Terry Zwigoff’s Crumb

cover art for CrumbI first saw this film a few years ago on Canadian educational TV. My memories of it were dim, even dark, as I thought about it while reading Robert Crumb’s new book Kafka. I recalled a quirky character with big teeth in a cheap suit, straw hat, and thick horn-rimmed glasses, sitting in a coffeeshop drawing large-bottomed women as they wandered up and down the boulevard. Was that a memory from the film? Or was that one of Crumb’s comic stories?
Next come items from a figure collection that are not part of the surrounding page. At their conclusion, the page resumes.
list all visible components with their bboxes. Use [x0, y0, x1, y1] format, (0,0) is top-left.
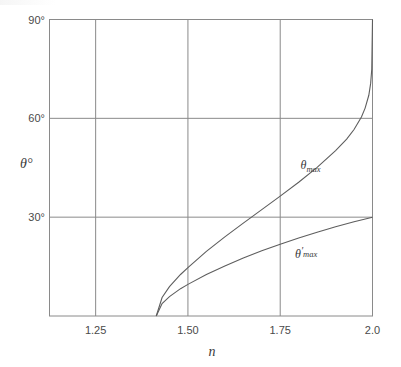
y-axis-tick-labels: 30°60°90° [28, 14, 45, 224]
plot-frame [50, 20, 373, 317]
y-tick-label: 90° [28, 14, 45, 26]
curve-labels: θmaxθ′max [295, 158, 321, 261]
x-tick-label: 1.25 [85, 324, 106, 336]
y-axis-title: θ° [20, 156, 33, 171]
scan-artifact [0, 0, 56, 5]
data-curves [156, 20, 372, 317]
gridlines [50, 20, 373, 317]
x-tick-label: 1.50 [177, 324, 198, 336]
x-tick-label: 1.75 [270, 324, 291, 336]
x-axis-tick-labels: 1.251.501.752.0 [85, 324, 380, 336]
x-tick-label: 2.0 [365, 324, 380, 336]
curve-label-theta-prime-max: θ′max [295, 245, 317, 261]
y-tick-label: 30° [28, 211, 45, 223]
curve-label-theta-max: θmax [301, 158, 321, 174]
curve-theta-max [156, 20, 372, 317]
y-tick-label: 60° [28, 112, 45, 124]
theta-vs-n-plot: 30°60°90° 1.251.501.752.0 θ° n θmaxθ′max [0, 0, 401, 367]
x-axis-title: n [209, 344, 216, 359]
chart-figure: 30°60°90° 1.251.501.752.0 θ° n θmaxθ′max [0, 0, 401, 367]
Apparently Terry Zwigoff had incredible difficulties in making this film. It took him six years to film the amazingly intimate and bizarre interviews that make up the film. Zwigoff is a friend of Crumb’s and had known him for 25 years, played in Crumb’s band the Cheap Suit Serenaders, and worked together on a screenplay. That intimacy paid off in spades! OK, it may have cost Zwigoff his health, and a substantial amount of money, and even his friendship with his subject, but you will never see a documentary that lays its subject as open as Crumb does.

You might say that the Crumb family puts the FUNK back in dysfunctional! They are just plain weird. Meet the brothers Crumb: Robert (or “R.”) famous comic artist, record collector (old jazz and blues on 78 rpm) and sexual oddball. One ex-girlfriend says in the film that there was not much regular sex, but lots of piggyback rides. OK. Another ex confirms that R.’s drawings of himself showing a prodigious member are not an exaggeration. Too much information! Then there’s older brother Charles who was the first one interested in comic art. He drew and wrote Treasure Island Stories on school notebooks (and had R. help out) until eventually the text took over the page, and turned into simulations of text. Pages and pages and pages of scribbles which, when viewed from a distance … look like dense text. He is heavily medicated during the interviews, sitting in his room, on the bed, surrounded by his books, blankets over the windows. His mother, (that’s right, he still lived at home) calls from downstairs, “Charles, check the window in the hall!” He stops the interview and yells back, “It’s the cameraman!” Mother Crumb appears later in the film to deny that she ever threatened her boys with enemas. They retort, “Well, somebody was giving us enemas!” Charles committed suicide after the film was released. The third brother Maxon, is another recluse, who begs on the street, and does wonderful paintings of a surrealistic sort, somewhat reminiscent of R.’s style, but really his own. He meditates sitting on a homemade bed of nails and swallows a long cloth for a monthly three day bowel cleansing ritual.

R.’s famous sexual hangups are discussed in detail by cartoonist Trina Robbins and art historian Robert Hughes (among others.) Is it real misogyny, or is it social commentary? Can’t it be both? And you have to admit that some of Crumb’s peccadillos are revolting. His wife says, “He’s not like that in real life!” But you have to wonder. Yet, there he is with his daughter Sophie, on his lap. She’s playing Gameboy, he kisses her (the only woman he has ever loved, he claims) an adoring father; he seems so… normal in that scene. But only that scene.

I am drawn to the work of R. Crumb on a couple of levels. He is an extraordinary draftsman. His portraits of old blues, jazz, and country musicians are marvelous. His softer side is beautiful. He can be mean, misogynistic, deviant, and these drawings still appeal to some hidden side of myself. It’s like watching a train wreck. You can’t turn away. Zwigoff’s film is so in depth, so intimate, so personal, that you are there for all of it. In the room with Max, or Charles… you are there. They don’t mince words or try to hide their feelings. Zwigoff achieves a balanced perspective by including comments from Robbins and Peggy Orenstein amidst the Crumb family oddness. This is the story of a man who as a boy developed sexual feelings towards Bugs Bunny… nothing about him is regular.

Were my memories scenes from the film? Or were they episodes from the pages of his comics? What’s the difference? Watch this extraordinary film and see for yourself. It’s now available on DVD, too!

(Sony Pictures, 1994)

David Kidney

David Kidney was born in the Marine Hospital on Staten Island in the middle of the last century, when the millenium seemed a very long way off. His family soon moved to Canada, because the air was fresher. He has written songs and stories, played guitar, painted, sculpted, and coached soccer and baseball. He edits and publishes the Rylander, the Ry Cooder Quarterly, which has subscribers around the world. He says life in the Great White North is grand. He lives in Dundas in the province of Ontario, with his wife.